Appearing as a central voice on a national radio broadcast about health care was nerve-wracking, but worth it

“Nurses should be able to say what they’re experiencing in the health care system for the protection of the public,” she explained. “The public needs to know when nurses raise alarms about what’s happening.” 

It’s not every day front-line nurses are asked to take part in an in-depth interview for a radio broadcast that would be heard in every part of Canada. You might even think the thought of such a thing would be nerve-wracking.

That’s certainly the way Registered Nurse Valerie Evanishen felt last January when she was asked along with her colleague Jayme Hack to appear on Dr. Brian Goldman’s CBC program, White Coat Black Art, to talk about the state of the Emergency Department at the Royal Alexandra Hospital in Edmonton where they work.

“I’m not the type of person who likes to go and do these kinds of things,” Evanishen said quietly. “I can do it, but I don’t want to do it. So it was very nerve-wracking at first. But I also had confidence because I had Jayme with me too, so I really took a lot of strength from that.”
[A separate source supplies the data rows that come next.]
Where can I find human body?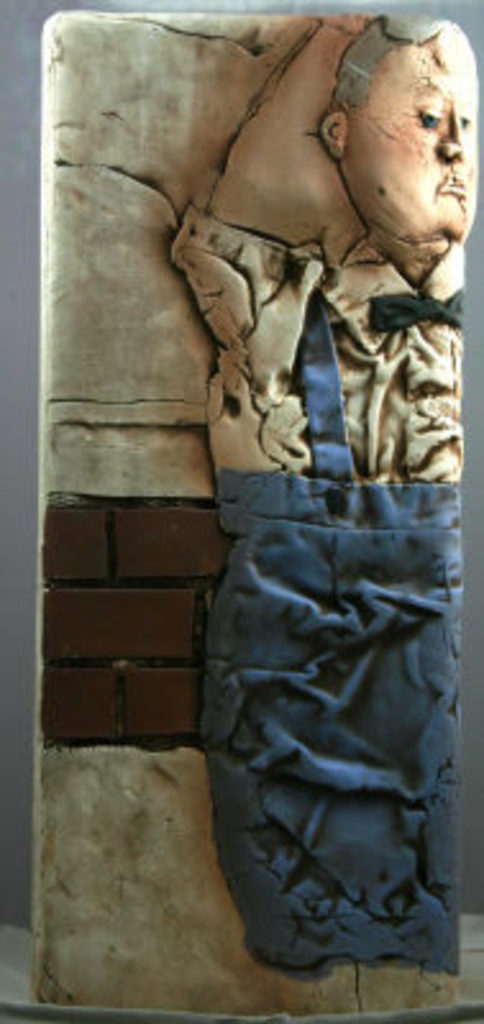
You can find it at <bbox>161, 15, 476, 968</bbox>.
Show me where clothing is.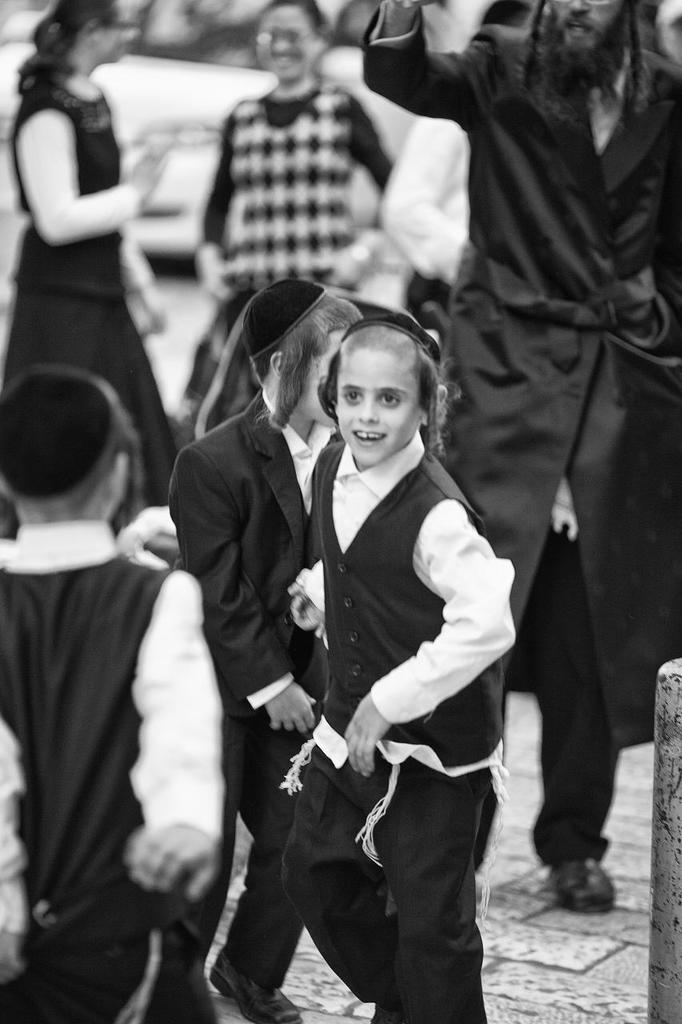
clothing is at x1=0, y1=68, x2=181, y2=490.
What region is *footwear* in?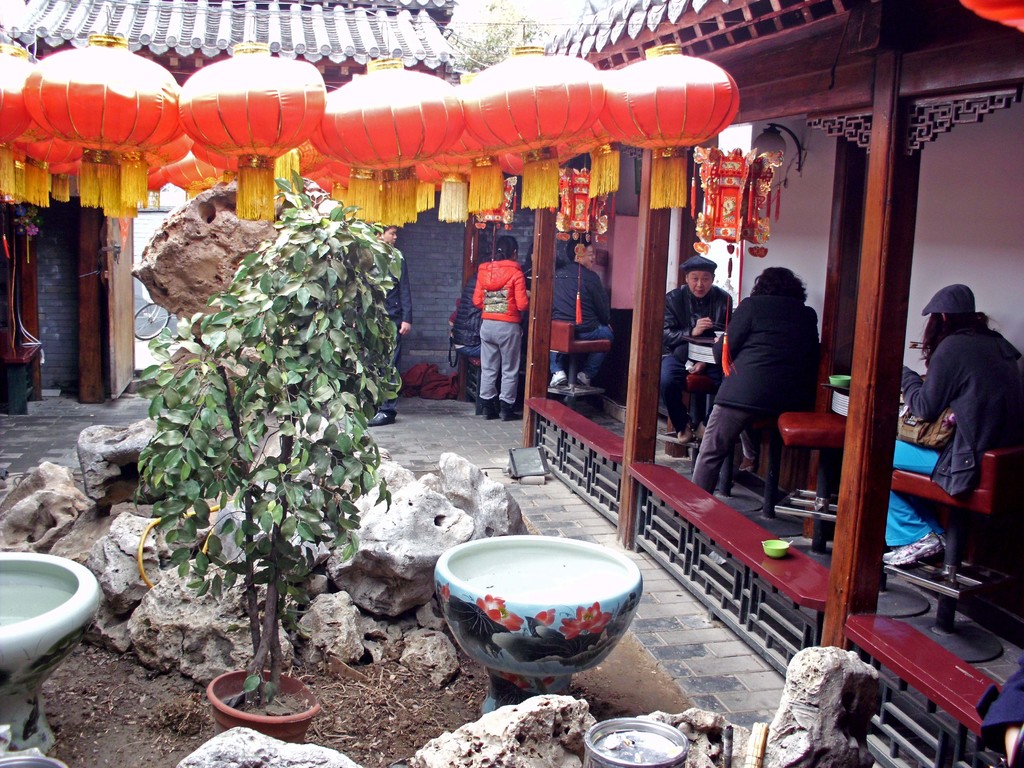
l=697, t=417, r=706, b=440.
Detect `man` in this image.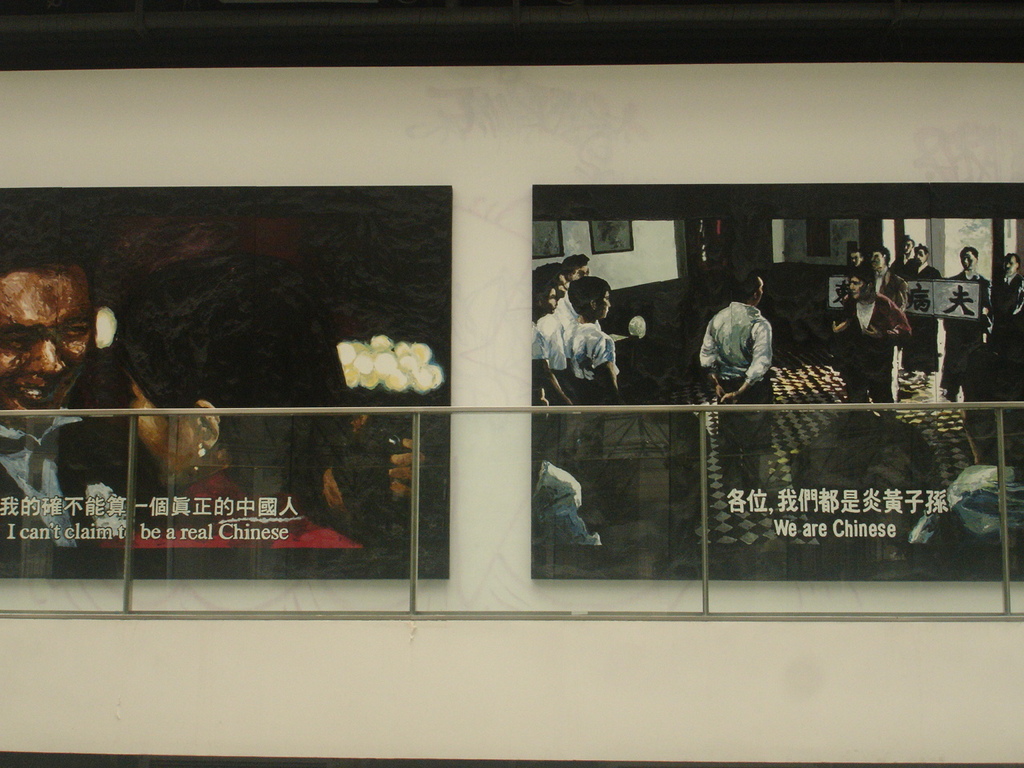
Detection: 850, 242, 864, 266.
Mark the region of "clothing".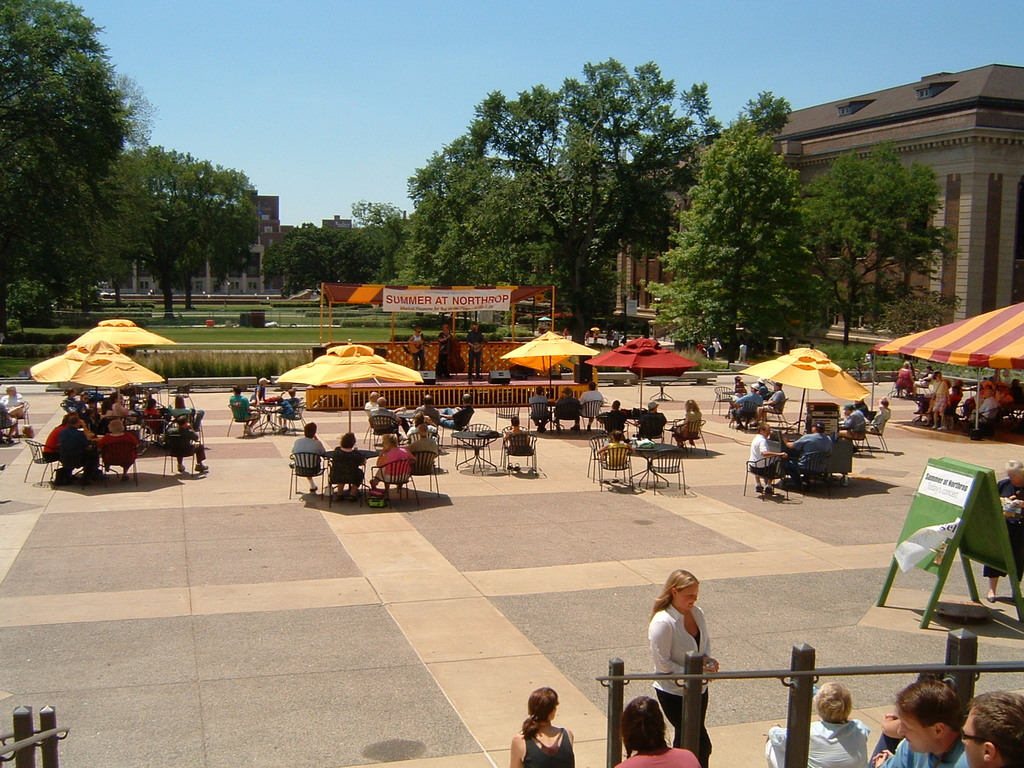
Region: {"left": 407, "top": 423, "right": 438, "bottom": 440}.
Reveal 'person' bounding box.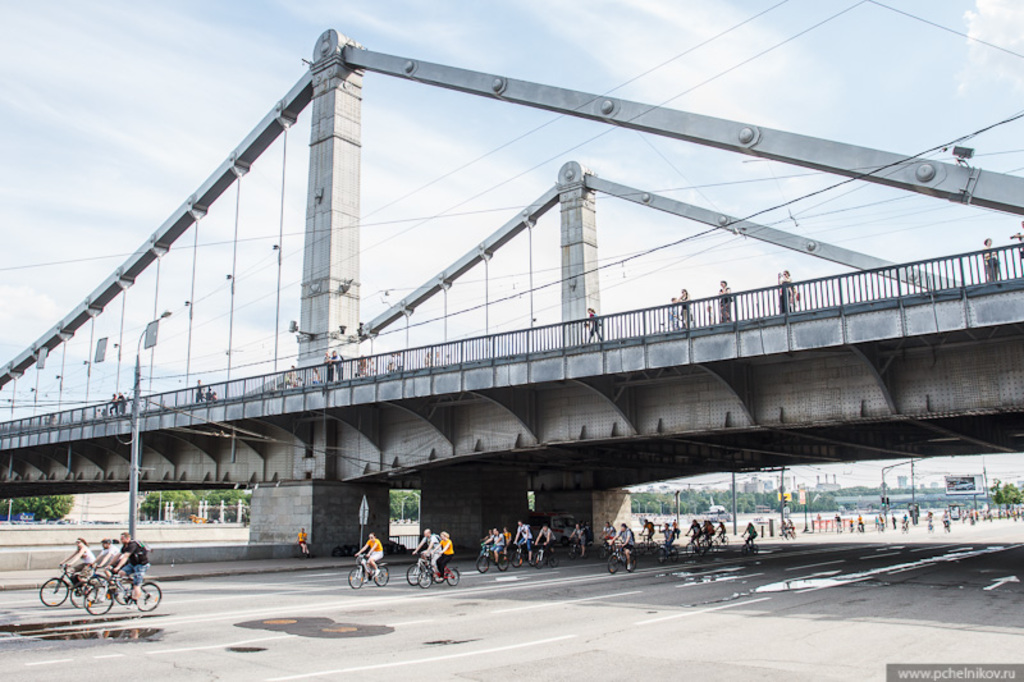
Revealed: 63,539,90,589.
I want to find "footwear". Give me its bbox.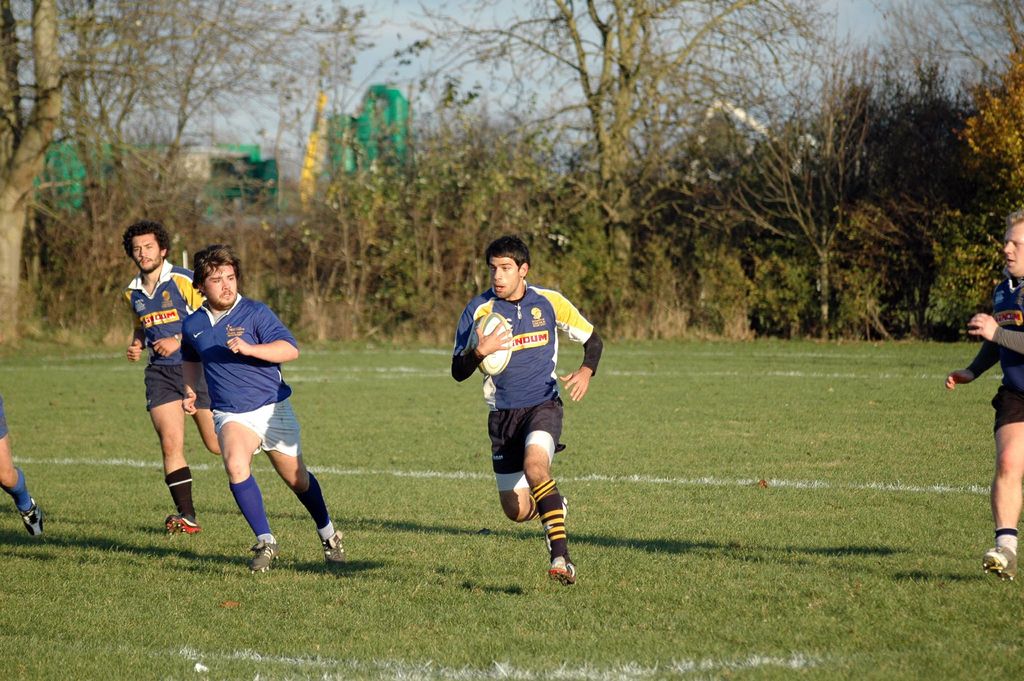
(166,514,205,537).
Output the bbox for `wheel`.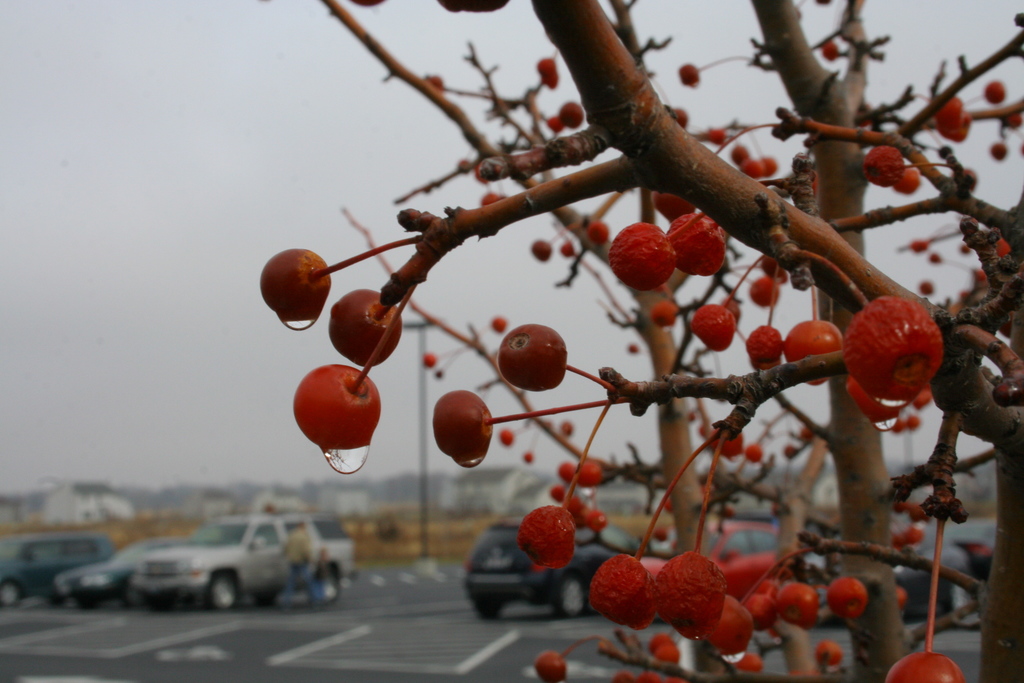
x1=197, y1=568, x2=243, y2=611.
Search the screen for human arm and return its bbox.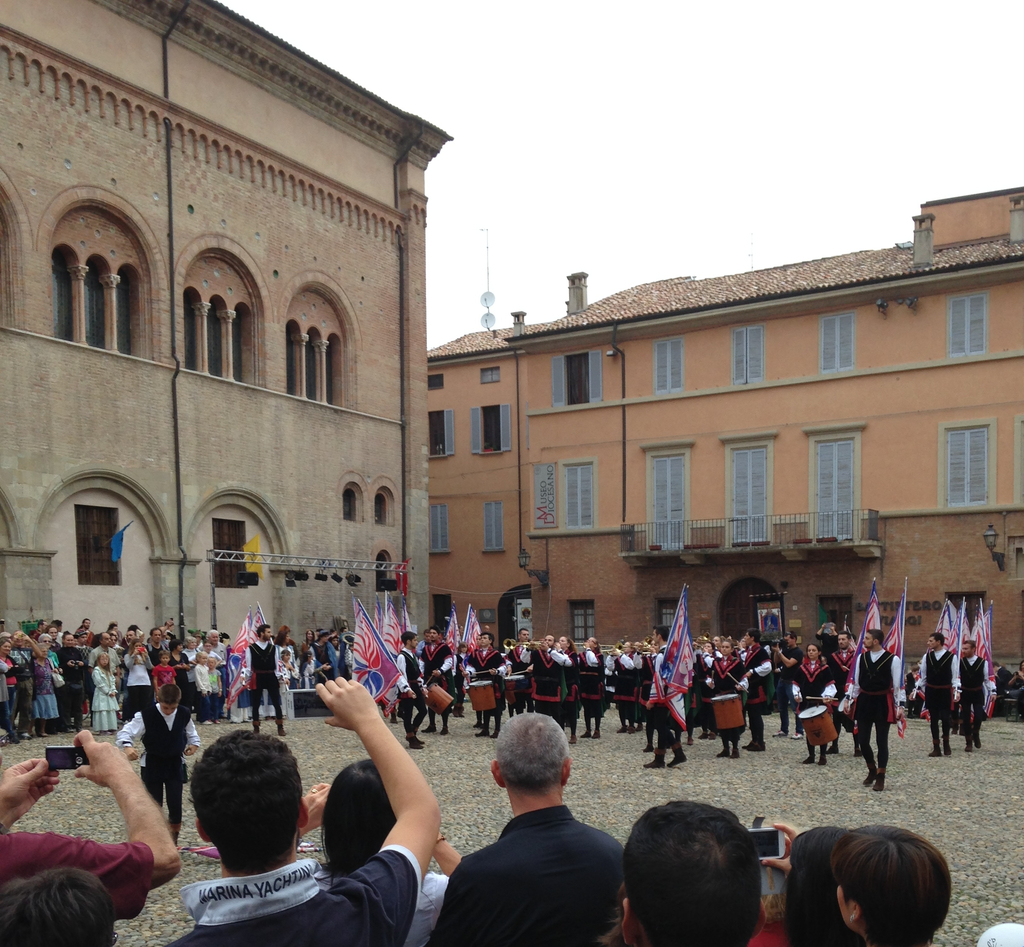
Found: 490/660/505/676.
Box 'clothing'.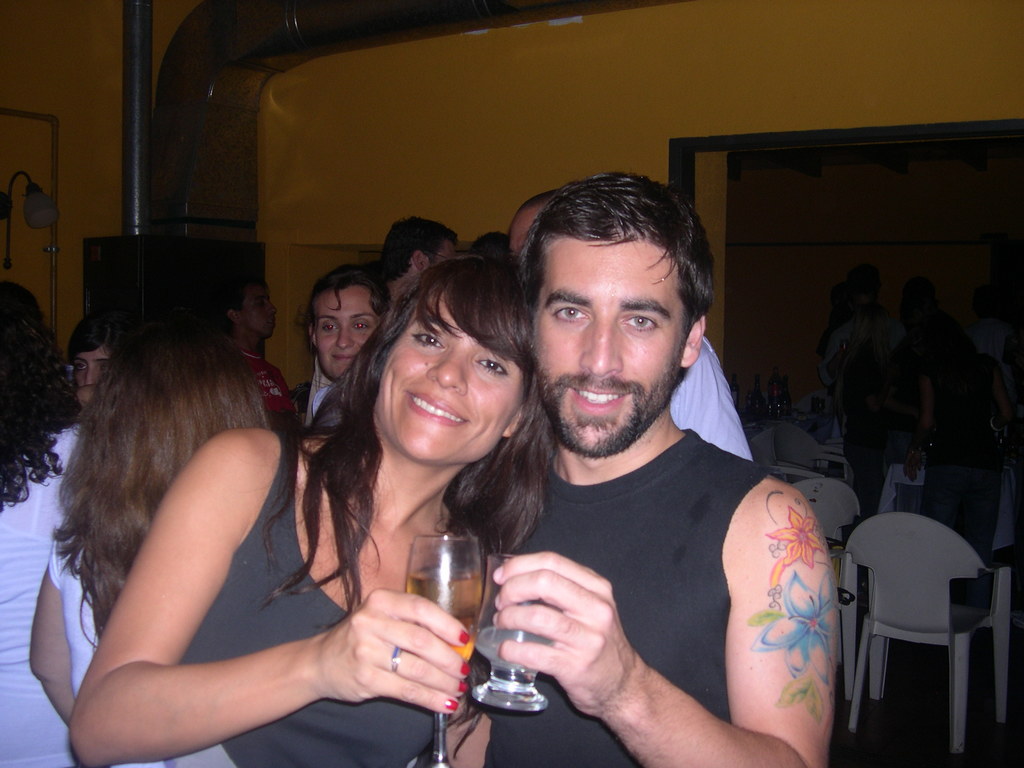
{"x1": 45, "y1": 515, "x2": 168, "y2": 767}.
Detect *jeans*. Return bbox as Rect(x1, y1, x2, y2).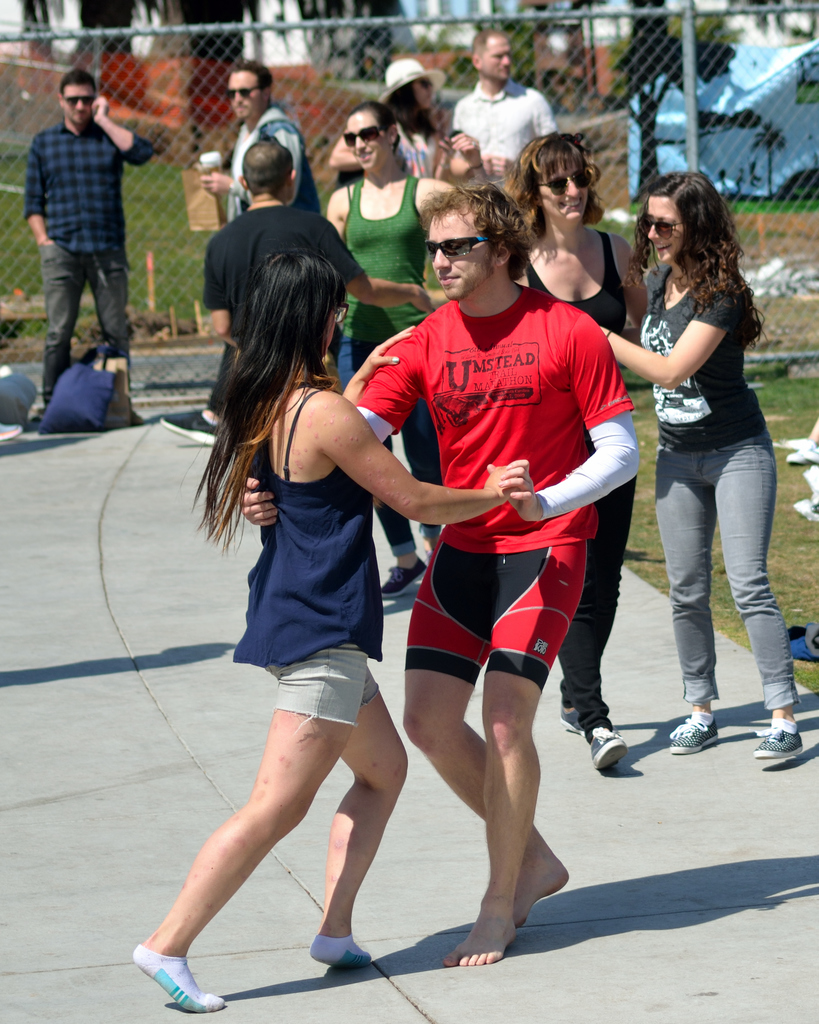
Rect(661, 433, 787, 733).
Evanishen underestimates her skills as a communicator. She speaks quietly, but with real passion about her work, and with a thoughtful understanding of the risks of taking on a public advocacy role when engaged in a front-line public health care job. 

It helped, Evanishen recalled, that the staff producing Goldman’s CBC show were thoroughly professional and used to working with people who are not seasoned public speakers. CBC staff were careful to ensure the two members of UNA Local 33 were willing to let them use their names. They also assured the two nurses that they could ask to go back and give an answer again if they were unsatisfied with the way they’d spoken. “That took a lot of pressure off,” Evanishen remembered. 

When the show aired, it brought a powerful message to the public about what front-line nursing staff face everywhere in Canada in the country’s crowded Emergency Departments. “Once I listened to it, I was like, wow, they really did a good job of putting that together. It was really well thought out. It flowed well. I think they utilized Jayme’s strength and answers along with mine and put something together that I ended up being really proud of.”

“It was really very rewarding” she added. “Countless people, physicians and other nurses, friends, family, all reached out and said that they had listened, that they felt like I was a very compassionate person working a very hard job, and just congratulated me. From my perspective that was really great.”

Nurses must be careful about how they describe their working conditions to media, Evanishen noted, and they need more protection to be able to speak their minds. “Nurses should be able to say what they’re experiencing in the health care system for the protection of the public,” she explained. “The public needs to know when nurses raise alarms about what’s happening.” 

Nurses know what’s going on, and they have solutions to offer. “If you don’t have a voice to raise public awareness, the public is missing a whole piece of the problem,” she said. 

Evanishen grew up in Edmonton in “a family of accountants … no nurses in my family at all.” She was interested in a more public-facing role than accounting and went to university considering a career in the police. She didn’t want to take a degree that was too abstract, though. “So I went into first-year nursing thinking that, after four years, I’m going to go into the police.”

That isn’t the way it worked out. After a year of nursing education, she said, “I wasn’t looking at anything else. I loved every minute of it. When I look back on my four years of training, I didn’t feel like it was hard. I think it was because I loved so much what I was doing that it didn’t feel like work.” 

Evanishen graduated in 2002 and went to work at the Fort Saskatchewan Community Hospital on the advice of a university instructor who said she she would be able “to do a little bit of all different types of nursing.”

She worked there until 2006, when she moved to the Royal Alex in Edmonton’s downtown where she has worked ever since. “I like the variety that I get in an Emergency setting. I like that every day is different, and that I’m constantly learning and constantly challenged. At the same time, I’ve been there long enough that I also feel accomplished, that I know what I’m doing.”

Evanishen says she worries the stress of overcrowded Emergency Departments, and the trend of growing violence, will drive young nurses out of the profession. “It used to be few and far between that you would be verbally abused or physically threatened. Now it’s a daily occurrence.” She also feels empathy for sick and the family members, forced to wait hours to see a doctor, not getting their needs met when they should be. 

“I hope that the love of nursing will keep people in the toughest of jobs,” she said. “That just loving the job and the passion that comes with it, that passion will keep us going.”

And nurses need to stand up for what they believe in and stand up for each other, she concluded. “We need to be heard. We need to speak.”